Abstract

Previous research has demonstrated an asymmetry between Sources and Goals in people’s linguistic and non-linguistic encoding of motion events: when describing events such as a fairy going from a tree to a flower, people mention the Goal (“to a flower”) more often than the Source (“from a tree”); similarly, people are better at detecting Goal than Source changes in memory tests. However, all prior work used a single task to probe memory of Sources and Goals and thus left the nature of the fragility of event components open. Here, we probed memory for Sources and Goals using either a Same-different or a Forced-choice task after participants passively viewed (Experiment 1), viewed and described (Experiment 2) or viewed and heard descriptions of (Experiment 3) the same set of motion events. We robustly replicated the linguistic Source-Goal asymmetry.
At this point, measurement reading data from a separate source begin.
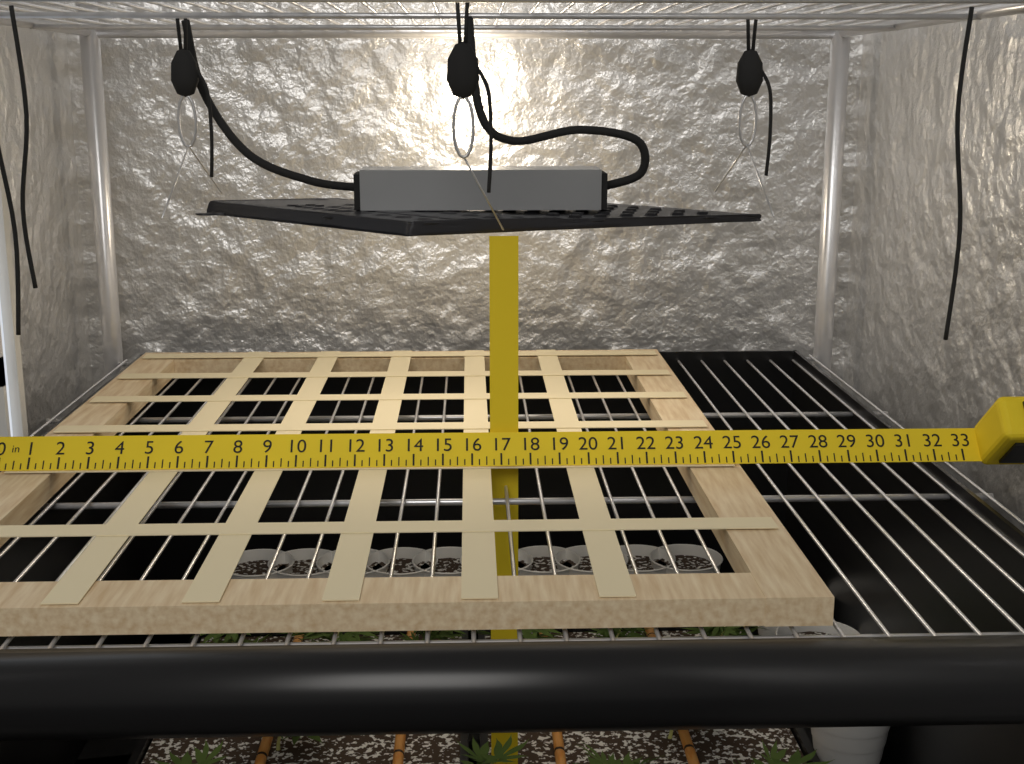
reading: 25.25 in
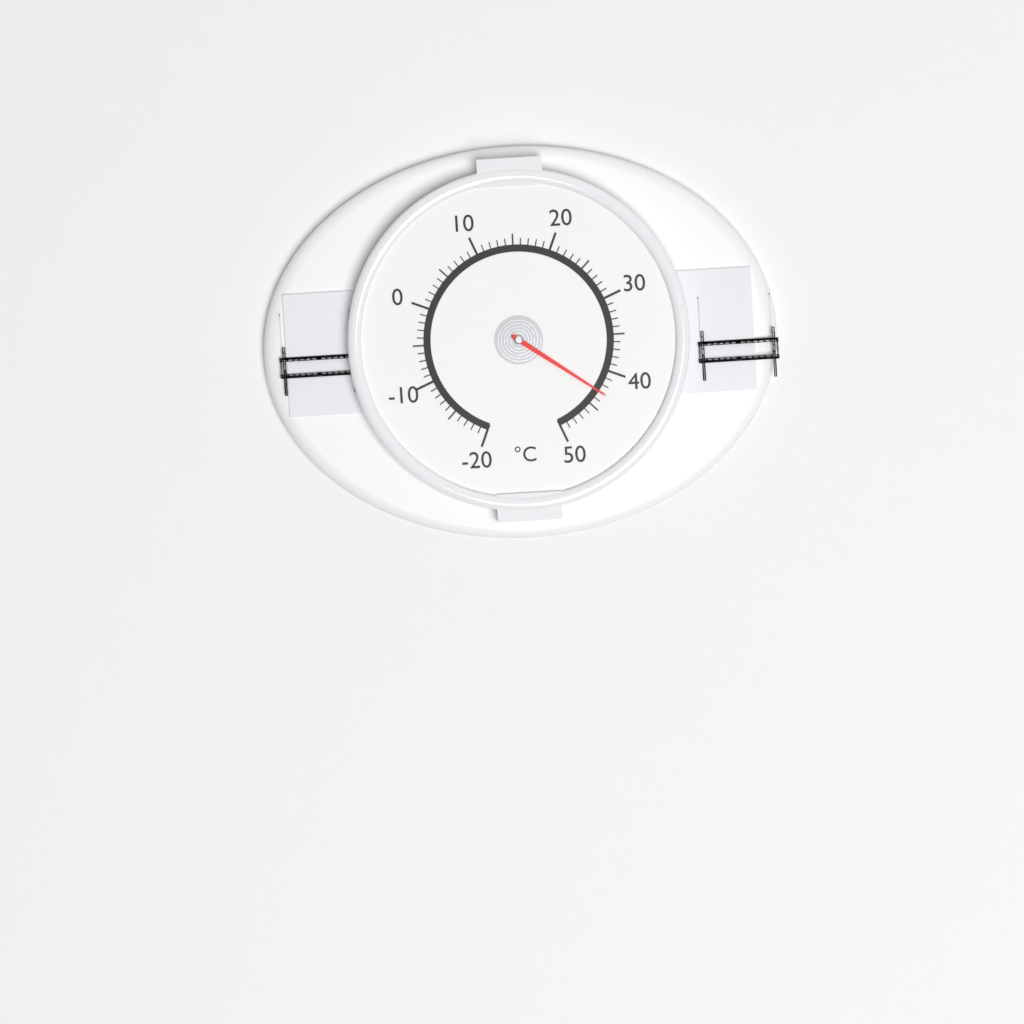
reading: 43 °C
However, across encoding contexts, the memory asymmetry persisted in the Same-different task but disappeared in the Forced-choice task. The Same-different task results did not change even when participants were explicitly asked to attend to Sources (Experiment 4a) and when motion trajectory was removed at test (Experiment 4b), ruling out a purely test-expectation account for the cross-task effect. We conclude that Sources of motion, even when not mentioned in language nor successfully retrieved at memory test, are nevertheless represented as part of a motion event, and their detailed representation can be reinstated at aided retrieval contexts. Our data clarify the nature of event representation and suggest a fine-grained homology between language and event memory.